Sunday, March 10, 2013

Strange Natural Wonders - II

The White Desert (Sahara el Beyda), Egypt:  Bulbous white rocks in strange shapes and sizes rise from the desert about 28 miles north of the town of Farafra in western Egypt—a cluster of mushrooms here, a herd of half-melted snowmen over there. Their appearance isn’t due to some avant-garde stone sculptor, but rather thanks to the wind. When the ancient sea that once covered the land dried up, the remaining sediment layer began to break down. The softer spots crumbled away, and over time, powerful sandstorms shaped the harder rocks into their current forms.
 
Marble Caves, Chile:  Six thousand years of wave erosion created the undulating patterns that give these caves their marbleized effect, enhanced by the reflection of the blue and green water of Carrera Lake, near Chile’s border with Argentina. Although the area is threatened by a plan to build a dam nearby, for now, visitors can kayak throughout the caves on days when the waters are calm.
 
White Sands National Monument, New Mexico, USA:  There are sugar-white dunes moving through the Chihuahuan Desert of New Mexico at a rate of nearly 30 feet per year. As the mineral-rich water of nearby Lake Lucero evaporates, it forms gypsum deposits that are then shaped by the wind into these dunes. Since the early 1900s, visitors have been here to hike; ranger tours and bus tours along the 16-mile Dunes Drive are also offered through the National Parks Service.
 
Travertine Pools at Pamukkale, Turkey:  People have sought the reputed healing effects of bathing here for thousands of years. The water that flows from 17 subterranean hot springs into the pools has an extremely high concentration of calcium carbonate, which forms soft deposits when it hits the surface.
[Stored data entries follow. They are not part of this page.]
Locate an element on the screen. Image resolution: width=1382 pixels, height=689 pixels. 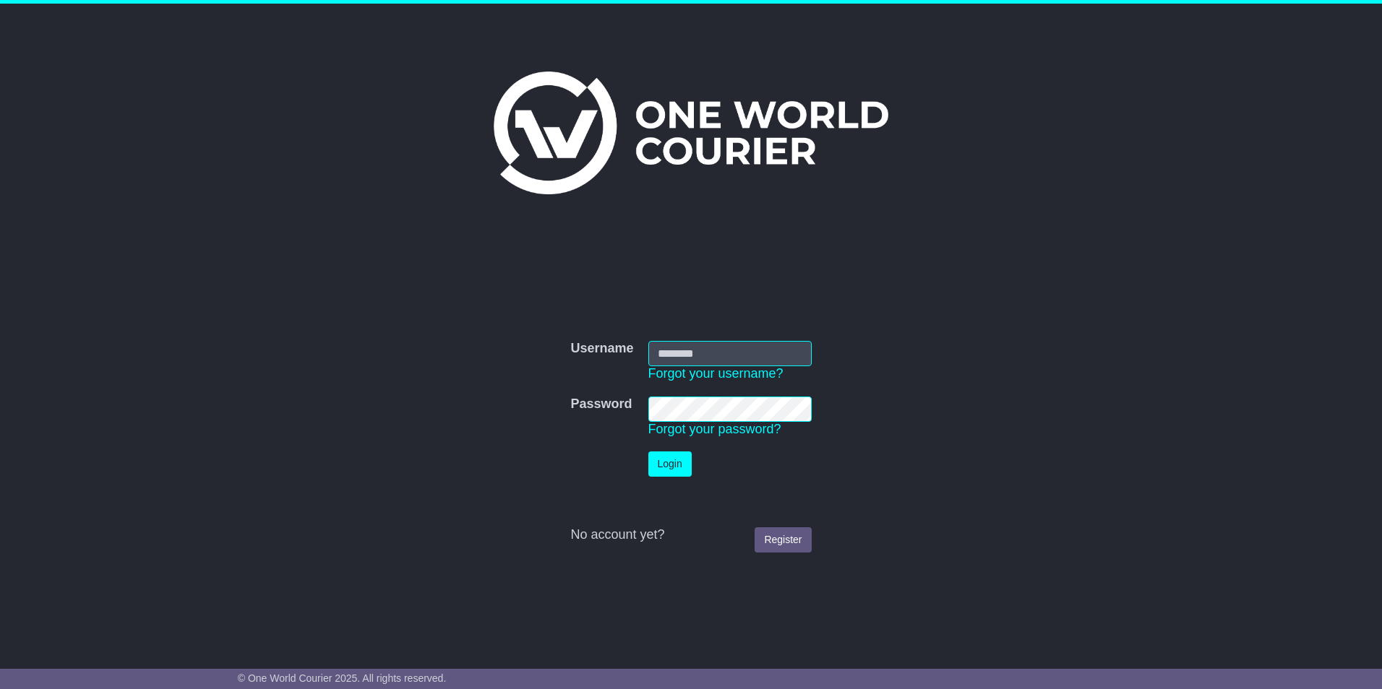
label: Password is located at coordinates (600, 405).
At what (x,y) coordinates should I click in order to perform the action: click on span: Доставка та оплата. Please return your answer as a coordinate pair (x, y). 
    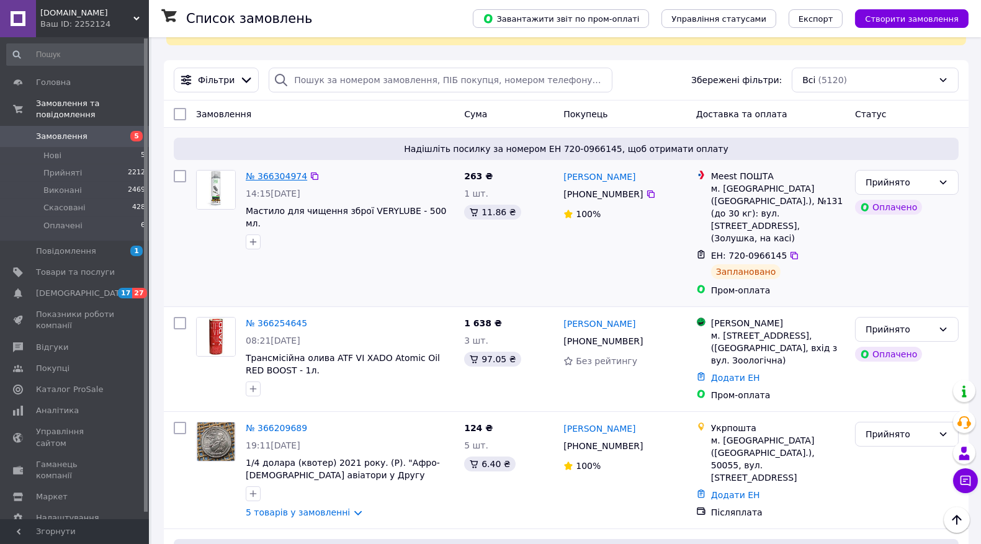
    Looking at the image, I should click on (742, 114).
Those viscous white deposits harden over time until the springs resemble a fountain made of chalk or, as indicated by the poetic translation of Pamukkale, a “cotton castle” visible from more than 10 miles away.
 
The Wave at Coyote Buttes, Arizona and Utah, USA:  Wind and rain have worked their magic, eroding lines that swoop and swirl across the sandstone formation. The result, which resembles a cresting wave, is one of the most photographed—if not easy to reach—spots in the American West. A permit is required to make the unmarked hike to the Wave, and only 20 are given out daily. It’s almost easier to make the journey to southwest Australia to see the Wave’s down under counterpart, Wave Rock.
 
Moeraki Beach Boulders, New Zealand:  The spherical stones that line New Zealand’s Moeraki Beach reach up to seven feet in diameter and have been compared to everything from the marbles of giants to colossal dinosaur eggs to half-submerged prehistoric turtles, ready to stand up and shake off the sand at any moment. They’re actually concretions, masses of compacted sediment formed below ground more than 50 million years ago. As the sand that surrounds them erodes, they seem to rise to the surface as if pushed up from the center of the earth. The stones are also found on Bowling Ball Beach in Mendocino, CA, as well as elsewhere in the U.S. and Canada and Russia.